Capital of Culture, you say? Here’s one of Liverpool’s historic sites that needs saving, and fast…

Here the weary are at rest’, says the inscription above the arched Greek Revival entrance. Know where we are? Even heard of the Deane Road cemetery? It’s where Liverpool’s earliest and most celebrated Jewish citizens are buried under monolithic granite and marble headstones, and for the last few years it’s been left to rot and ruin. Now the Payback Project plans to change all that.

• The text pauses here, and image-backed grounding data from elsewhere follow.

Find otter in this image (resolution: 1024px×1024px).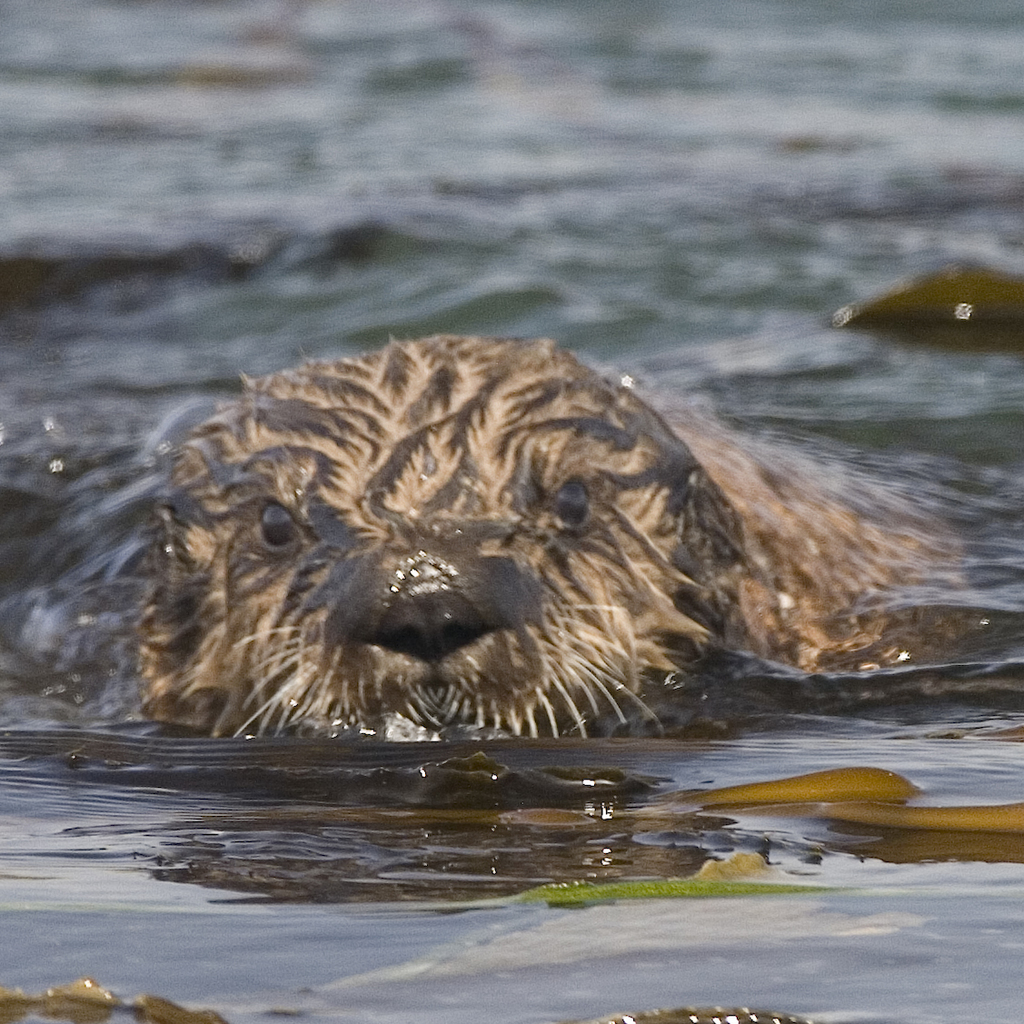
x1=103, y1=334, x2=1005, y2=745.
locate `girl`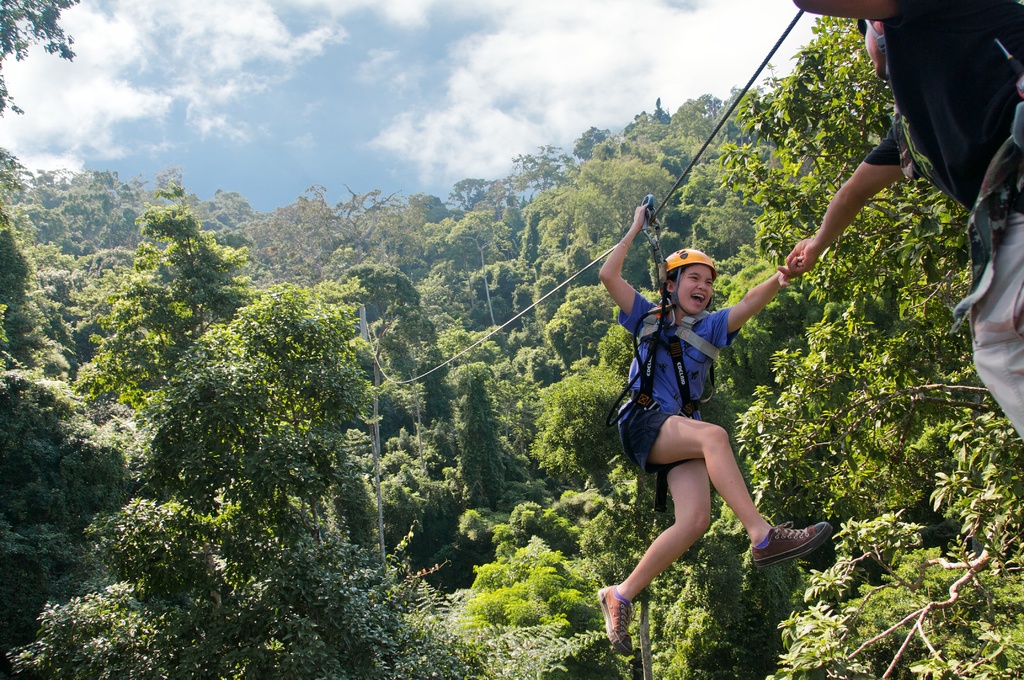
box=[598, 204, 833, 656]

Liverpool’s Old Hebrew Congregation is almost certainly the oldest Jewish community in the north of England, founded in the mid-18th Century by settlers from Germany and the Low Countries. In the 19th Century it became the largest and most influential outside London, too, with a middle class of merchants, bankers, clerics, artists, medics and musicians and the city’s first Jewish mayor in 1863. Their combined resourcefulness and wealth added significantly to the development of Liverpool as one of the most thriving cities of the age. Deane Road was purchased in 1835 as a formal burial ground and used until 1904. Today its graves stand desolate – obscured by trees, choked by poisonous plants, vandalised with graffiti and surrounded by refuse. No longer a tribute to the illustrious souls buried there, but an insult. Previous attempts at restoration have been thwarted or shelved by lack of funding. But the Payback Project aims to clear the immense volume of foliage and exterminate the poisonous Japanese knotweed then decide upon the future of the site.

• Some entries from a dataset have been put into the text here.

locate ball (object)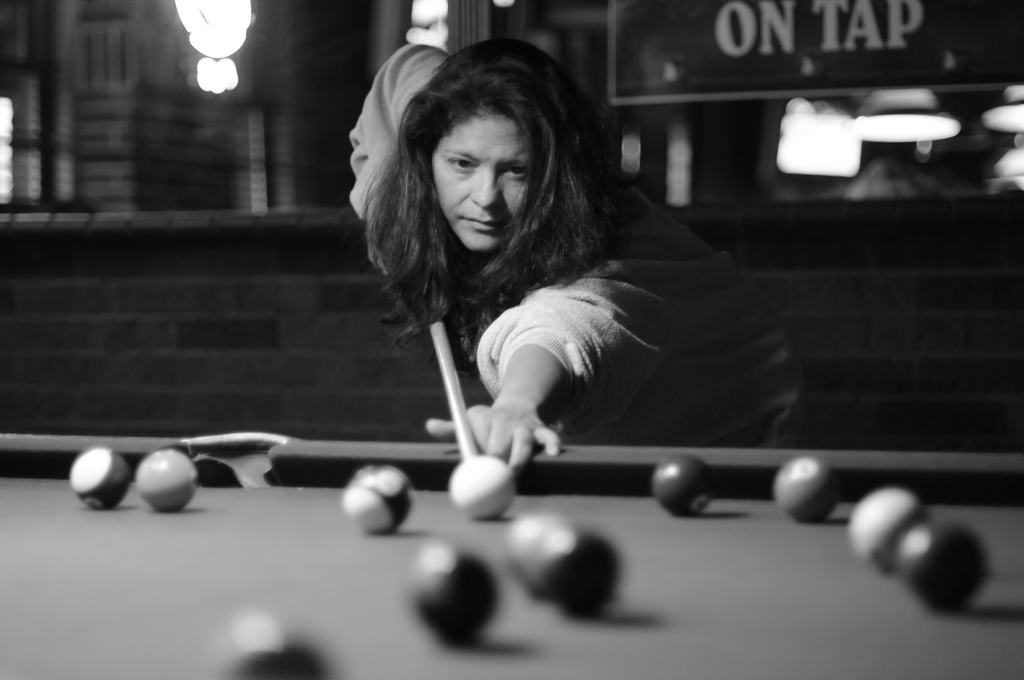
bbox=[851, 495, 919, 574]
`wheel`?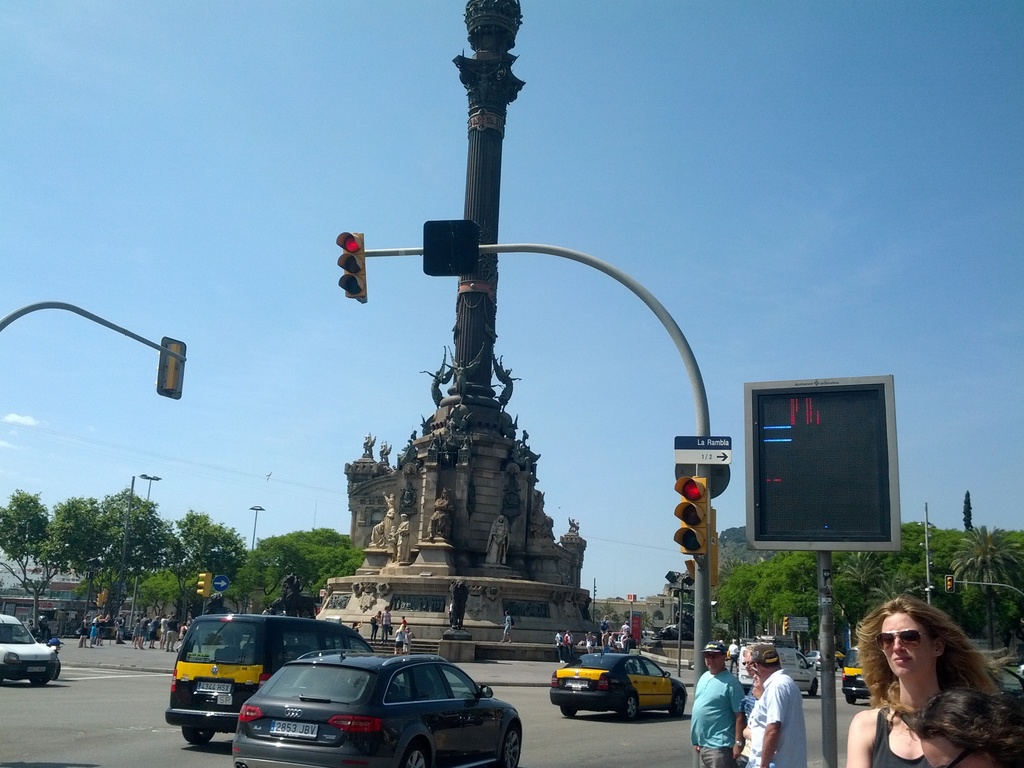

To find out more, call (0151) 261 0306 or 709 3431 and visit
geocities.com/shmuelbennachum.

Interred here

Humphrey Hime (1761-1845) music publisher; John Raphael Isaac (1808-1870) engraver, carver and ship portraitist for the Holt and White Star lines; David Lewis (1823-1885) founder of Lewis’s department store; Jonas Reis (1819-1877) banker and bullion merchant; Moses Samuel (1795-1860) author, scholar and watch manufacturer fluent in 12 languages including Chinese.